While not yet a majority, the Orthodox have nonetheless emerged as the dominant force in a clash of cultures. And the front line in this battle is Lawrence’s once highly regarded public school system.
In each of the last four years, Orthodox voters mobilized to defeat the school budget — one of the longest losing streaks on Long Island. Then in July, they took charge of the school board, though few of the Orthodox send their children to public schools. Out of seven seats, the new majority consists of four Orthodox members and one ally.
[M]any of this district’s Orthodox residents object to paying school taxes that average about $6,000 per home for a system they do not use. Their leaders also complain that more public money should be channeled to the Orthodox day schools, which by law are limited to tax-financed busing, books and special education services.
“We feel invaded,” said an Atlantic Beach delicatessen customer, a self-described non-Orthodox Jew and activist parent who declined to give her name. “We don’t mind them being here, but taking over and shutting down the school system is not the right thing.” (Atlantic Beach is part of the Lawrence school district.)
Experts who track expanding Orthodox neighborhoods around the nation say the conflict in Lawrence has far-reaching implications.
“Other communities are watching Lawrence very closely, for fear they may be next,” said Prof. William B. Helmreich, the director of the Center for Jewish Studies at Queens College. Orthodox adherents “are cohesive, they marshal forces and vote as a bloc,” he said. “It could happen anywhere.”
It has already happened in Rockland County, where Orthodox residents control the East Ramapo school board. Similar strains have arisen over the schools and other services in Lakewood, N.J., home to a large Orthodox population.
“It’s ominous,” said Steven Sanders, a former New York City assemblyman who was chairman of the State Assembly’s Education Committee. “This is not going to be an isolated situation. This is a worrisome trend. The common thread is not religion. The common thread is people who don’t feel invested in educating other people’s children. What do you do when a community is significantly comprised of individuals who don’t have a stake in public schools when they’re already spending for private schools? It’s a fracturing of the social compact.”

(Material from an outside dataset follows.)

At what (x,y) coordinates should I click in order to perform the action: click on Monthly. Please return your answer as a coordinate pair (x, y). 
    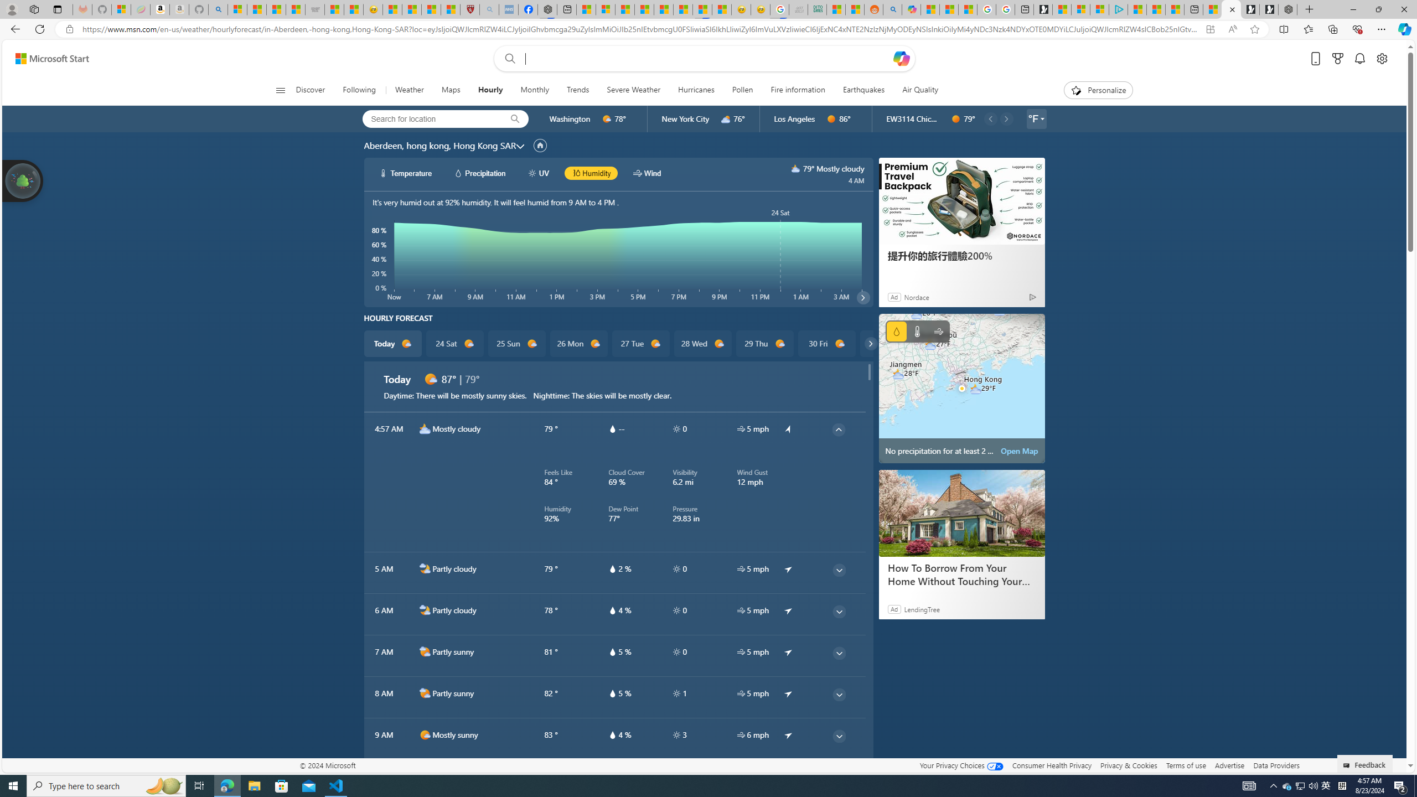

“Promoting the End of Social Promotion”



Jay Greene and Marcus Winters:

Should the grade-level a student is in be based entirely on how old he is or at least partially on how skilled he is? This is the fundamental question underlying the debate over social promotion — the practice of moving students to the next grade regardless of whether they have acquired the minimal skills covered in the previous grade. Advocates of social promotion suggest that it is best to group students by age rather than by skill. Students who are held back a grade are separated from their age-peers and, the argument goes, this social disruption harms them academically. Opponents of social promotion favor requiring students to demonstrate minimal skills on a standardized test before they receive automatic promotion to the next grade.
Until now the bulk of the research favored social promotion. Most studies found that students who were retained tended to fare less well academically than demographically similar students who were promoted. The problem with this previous research is that it was never entirely clear whether retained students did worse because they were retained or because whatever caused them to be retained led to worse outcomes. This is especially a problem because these previous studies examined retention based on educator discretion. If teachers decide that one student should be retained while another demographically similar student should be promoted, they probably know something about those students that suggests that the promoted student has better prospects than the retained student. When researchers match students on recorded demographic factors they cannot observe or control statistically for what a teacher saw that led that teacher to promote one student while retaining the other.

The complete report is available here.